What a truly remarkable book this is. Those who think they know the story of Captain Cook and the Endeavour are in for an exhilarating shock. This is a brilliant biography of an idea as well as a ship. By focusing on the Endeavour from the acorn to the grave, as well on the kaleidoscope of people and culture connected with her, Peter Moore has brought us a book that is entirely fresh and original. In lucid prose, he shows how this stalwart, unpretentious, little coal bark came to embody the Age of Exploration, of Enlightenment, of Empire, and of Revolution. Among other surprises, we learn of the layered significance of the ship’s naming and of the wild populist riots that influenced it, of the crucial navigational genius and political tact of Cook’s Polynesian guest, Tupaia, and of how the ship, now renamed, featured heroically in British attempts to defeat the rebellious American colonists and in twentieth-century American attempts to explore outer space. - Iain McCalman, author of Darwin’s Armada and The Reef-A Passionate History.

· Endeavour is a dazzling combination of science and adventure, lyrically evocative descriptions of lush tropical landscapes and salt-stung seascapes, and a portrait of an age of “magnificent geniality”. Take the goat that sailed with Cook, having already been once around the world with Samuel Wallis aboard the Dolphin. The ship was a jolly jack-tar, and the goat “never went dry during the whole voyage”. So a grateful nation rewarded it “by placing her in good English pasture for the rest of her life”, while Dr Johnson wrote a lavish encomium to her — in Latin, obviously. Endeavour is an absolute joy from start to finish, and surely my history book of the year. - Christopher Hart, The Times (UK)

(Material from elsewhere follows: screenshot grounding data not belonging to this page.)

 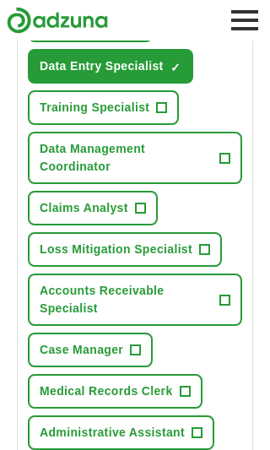 I want to click on button: Medical Records Clerk, so click(x=115, y=391).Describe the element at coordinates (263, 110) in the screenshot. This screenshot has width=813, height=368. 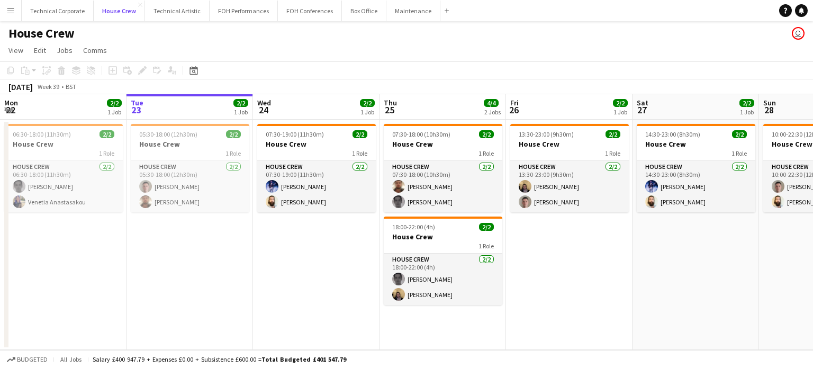
I see `span: 24` at that location.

Pays brilliant tribute to what was arguably the most significant ship in the history of British exploration. - Nick Rennison, Daily Mail

Moore’s approach is lavishly digressive… A rollicking yarn. - Lewis Jones, Sunday Telegraph

Endeavour was more than merely the first English vessel to reach New Zealand and Australia's east coast. She was also a floating laboratory, a vast seed-bank and an international observatory...the spirit of Enlightenment under sail. - The Economist

· Endeavour is an extraordinary book about an unlikely ship that defined an age... Like the age it recounts, it is a book of energy, creativity and self-confidence - Gerard DeGroot, The Times (UK)

[An] extraordinary story… [and] a fascinating period of history - Chris Burns, Yorkshire Post

Moore has found himself the perfect symbols and focus for that ‘mini epoch’ of push, ambition and… ‘endeavour’ that coincided with the ship’s chequered 14-year existence - David Crane, Spectator
Peter Moore

Peter Moore is a medical journalist and honorary fellow of Trinity College, Bristol. He is Chairman of the Medical Journalists' Association and winner of numerous awards for his journalism, inclding the MJA Tony Thistlewaite Award for his most recent book, Blood and Justice. He lectures in ethics, and has held a range of post-doctoral research fellowships with The Wellcome Trust and British Heart Foundation.